NEW YORK: The equal pay issue which stung tennis recently has crossed over into football with five senior members of the United States women’s national team preparing to sue US Soccer for pay discrimination.

Three weeks ago the organising head of the Indian Wells tennis event was forced to quit after suggesting the women’s game had ridden on the coattails of the men.

Now key member of the Americans’ Women’s World Cup and Olympic champions teams are complaining that they are paid less than the men despite being “the driving economic force for US Soccer.”

The players are co-captains Carli Lloyd and Becky Sauerbrunn, forward Alex Morgan, midfielder Megan Rapinoe and goalkeeper Hope Solo. Lloyd is the current Women’s World Player of the Year.

A complaint is being submitted to the Equal Employment Opportunity Commission, the federal agency which monitors the application of civil laws against workplace discrimination.

The players’ lawyer, Jeffrey Kessler, said that according to US Soccer’s own recent accounts, women players earned only 40pc of the wages of their male counterparts.

The women’s national team have won three World Cups and four Olympic gold medals and are favourites to win again at the Rio Games in August. By contrast the furthest the men have managed in their World Cup is the quarter-finals.

This is not the first dispute between the women players and US Soccer.

Last year a ‘victory tour’ match in Hawaii was scrapped when the players refused to play on an artificial pitch they considered unsafe.

Senior women players are paid about $72,000 a year by the federation, significantly below the men’s rate. However US Soccer receives a far higher share-out from FIFA  for participation in the men’s World Cup than the women’s championship.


*REQUIREMENT*. Return only those lines of the listing that hold the word "Application".

##### SUPPLIED DATA

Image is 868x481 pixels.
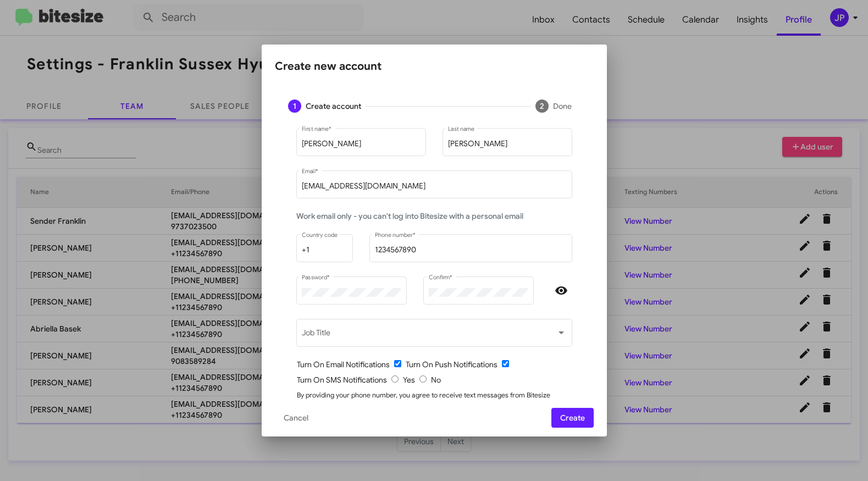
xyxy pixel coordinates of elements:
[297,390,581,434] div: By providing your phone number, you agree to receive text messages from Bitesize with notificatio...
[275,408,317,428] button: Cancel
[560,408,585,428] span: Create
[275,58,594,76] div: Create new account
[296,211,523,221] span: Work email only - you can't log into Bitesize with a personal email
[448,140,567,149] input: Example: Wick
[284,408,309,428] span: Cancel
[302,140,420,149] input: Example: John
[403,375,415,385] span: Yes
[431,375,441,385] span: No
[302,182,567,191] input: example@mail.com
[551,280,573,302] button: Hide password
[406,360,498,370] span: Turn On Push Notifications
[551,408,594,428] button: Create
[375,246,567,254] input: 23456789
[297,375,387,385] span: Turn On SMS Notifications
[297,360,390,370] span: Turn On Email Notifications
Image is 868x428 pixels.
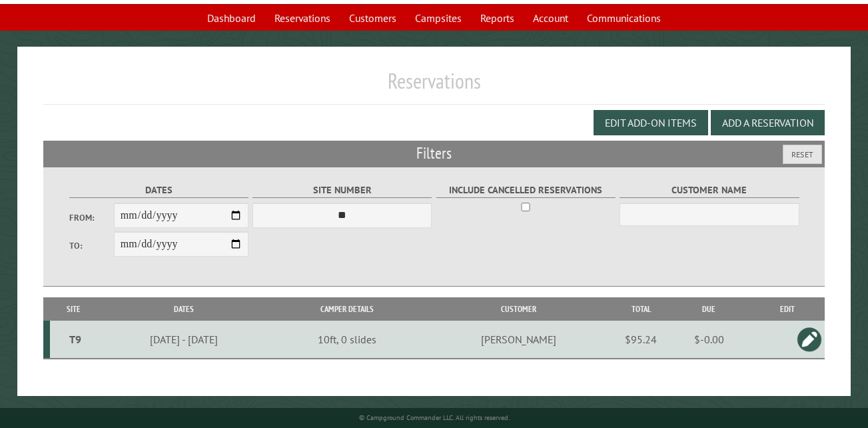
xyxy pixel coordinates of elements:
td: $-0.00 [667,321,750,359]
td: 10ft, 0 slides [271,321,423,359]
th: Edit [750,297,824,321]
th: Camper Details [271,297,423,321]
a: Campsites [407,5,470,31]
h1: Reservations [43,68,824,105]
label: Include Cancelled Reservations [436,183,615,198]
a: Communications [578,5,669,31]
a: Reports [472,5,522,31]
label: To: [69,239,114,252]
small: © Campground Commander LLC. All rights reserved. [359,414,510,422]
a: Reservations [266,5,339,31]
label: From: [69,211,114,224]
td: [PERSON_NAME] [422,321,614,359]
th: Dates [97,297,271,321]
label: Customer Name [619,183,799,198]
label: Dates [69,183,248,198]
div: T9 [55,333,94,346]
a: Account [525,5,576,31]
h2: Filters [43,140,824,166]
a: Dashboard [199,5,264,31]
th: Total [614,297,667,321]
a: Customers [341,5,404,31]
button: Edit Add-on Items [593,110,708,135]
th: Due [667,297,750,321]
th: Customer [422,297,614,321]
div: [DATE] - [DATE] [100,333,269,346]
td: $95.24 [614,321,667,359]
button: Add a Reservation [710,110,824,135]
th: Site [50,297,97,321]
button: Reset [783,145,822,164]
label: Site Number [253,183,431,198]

##########
##### SUPPLIED DATA

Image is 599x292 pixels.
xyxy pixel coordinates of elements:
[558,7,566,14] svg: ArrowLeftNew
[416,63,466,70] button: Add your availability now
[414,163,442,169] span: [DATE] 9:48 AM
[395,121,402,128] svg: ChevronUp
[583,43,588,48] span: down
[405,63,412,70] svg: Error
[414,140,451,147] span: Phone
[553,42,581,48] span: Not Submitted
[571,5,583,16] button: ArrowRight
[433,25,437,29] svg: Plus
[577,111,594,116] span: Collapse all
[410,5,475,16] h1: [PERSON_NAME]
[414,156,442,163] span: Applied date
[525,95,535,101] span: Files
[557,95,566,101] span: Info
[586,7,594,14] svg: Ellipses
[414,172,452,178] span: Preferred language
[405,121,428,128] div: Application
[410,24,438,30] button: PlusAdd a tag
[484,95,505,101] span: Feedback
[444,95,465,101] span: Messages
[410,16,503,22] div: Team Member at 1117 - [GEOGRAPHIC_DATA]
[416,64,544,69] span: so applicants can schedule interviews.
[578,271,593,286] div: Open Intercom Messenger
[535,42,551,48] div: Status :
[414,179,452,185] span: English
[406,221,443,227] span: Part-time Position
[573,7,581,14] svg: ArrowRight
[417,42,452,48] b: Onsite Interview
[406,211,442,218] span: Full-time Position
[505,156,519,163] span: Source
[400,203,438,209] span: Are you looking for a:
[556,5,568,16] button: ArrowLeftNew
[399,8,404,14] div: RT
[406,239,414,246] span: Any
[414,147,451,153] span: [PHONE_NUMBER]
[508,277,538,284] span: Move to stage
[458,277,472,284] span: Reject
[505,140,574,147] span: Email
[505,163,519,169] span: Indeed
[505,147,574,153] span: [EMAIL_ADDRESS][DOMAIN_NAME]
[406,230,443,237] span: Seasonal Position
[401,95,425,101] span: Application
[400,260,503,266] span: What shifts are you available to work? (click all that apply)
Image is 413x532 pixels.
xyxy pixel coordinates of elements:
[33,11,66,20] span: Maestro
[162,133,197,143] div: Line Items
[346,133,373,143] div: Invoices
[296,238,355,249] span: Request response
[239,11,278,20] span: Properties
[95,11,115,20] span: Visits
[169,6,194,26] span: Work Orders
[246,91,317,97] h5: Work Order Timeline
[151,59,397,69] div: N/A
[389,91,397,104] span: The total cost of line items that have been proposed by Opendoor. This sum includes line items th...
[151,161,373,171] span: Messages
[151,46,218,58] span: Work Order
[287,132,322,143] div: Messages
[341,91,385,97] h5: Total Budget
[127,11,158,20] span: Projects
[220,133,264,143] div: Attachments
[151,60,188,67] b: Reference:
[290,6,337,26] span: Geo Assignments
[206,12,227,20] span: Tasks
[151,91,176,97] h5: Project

##########

*RESPONSE AREA*.
[405,121,428,128] div: Application
[401,95,425,101] span: Application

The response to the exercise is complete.